Early on, thankfully — because the true father is heavily clued from the start — it’s clear the story is not going to play out as some sort of whodunit. Instead the film is structured in a much more discomfiting and provocative way, revealing the man’s identity unequivocally to us while the townspeople remain in the dark. It puts us in the privileged but agonizing position of being this complicated, often heartbreakingly wrongheaded young girl’s confidant, an impression enhanced by Tobie Marier Robitaille’s camerawork which always finds Magalie in a crowd, centers her in a group, and gently but perceptibly isolates her from everyone else through shifts in focus and lighting.
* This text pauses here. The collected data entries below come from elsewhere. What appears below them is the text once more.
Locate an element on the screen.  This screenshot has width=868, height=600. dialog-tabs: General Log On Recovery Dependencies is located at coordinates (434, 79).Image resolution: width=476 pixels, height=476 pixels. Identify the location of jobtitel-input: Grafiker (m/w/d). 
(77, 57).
The film is a stashed hope chest or a locked diary that keeps Magalie’s secrets close but forces us to share in them.

“Les N?tres” is outwardly similar to 2018’s “Little Tickles,” “The Tale” and last year’s “Slalom” which deal in the horror of pedophile grooming, and especially in the way that children can be unwittingly coerced into complicity with their victimizers. And elements like the dusky photography and Marie-He?le?ne L. Delorme’s score, which comes draped in dread, do almost feel like they could belong to a horror movie, while this exact situation feels like the setup for a dozen HBO small-town murder-mysteries. But Leblanc and Baribeau’s screenplay is a subtler beast, to the point of frustrating our expectations in these post-MeToo times for comeuppance or catharsis. Instead, with a painterly stillness, the film unfolds as a progressive rotting, which moves outward from the central violation to reveal the misogyny, racism, xenophobia and complacent self-interest that undergirds this seemingly pleasant, neighborly place.
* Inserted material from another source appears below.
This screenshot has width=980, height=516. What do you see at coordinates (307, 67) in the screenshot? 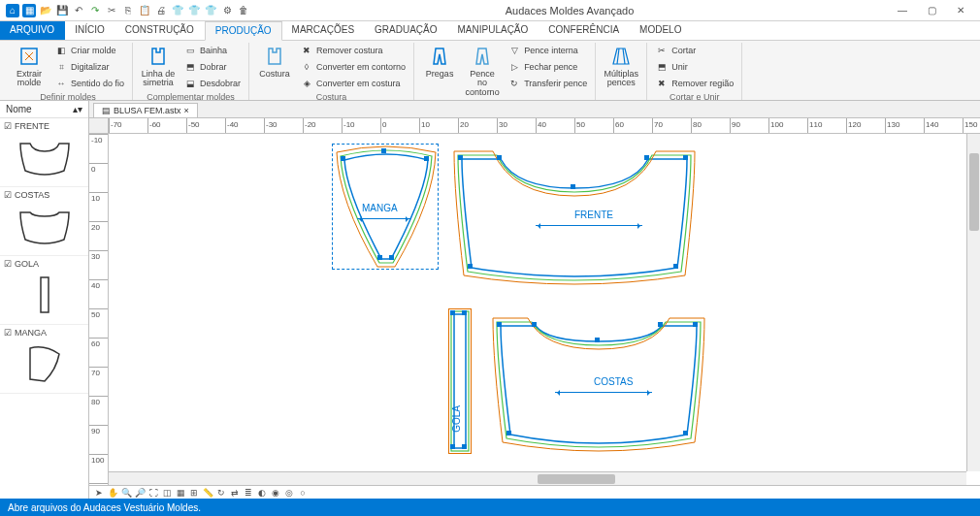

The assistant who turns a blind eye to damning evidence when she is not-so-tacitly bribed to do so; the trusted adult who would rather victim-blame the child into running away than confront her own creeping suspicions; and of course Magalie herself, getting the Gen-Z Hester Prynne treatment in the form of whispered taunts in school hallways and vicious social media memes. If a village can raise a child, in order to protect the lie of itself, it can also destroy one. And though the cleverly ambivalent final scene hints at the possibility of justice down the line, and certainly suggests misery in store for the repellent perpetrator, “Les N?tres” remains — right up to its tight, repressed ending — a deeply disquieting, superbly performed evocation of a very banal sort of evil.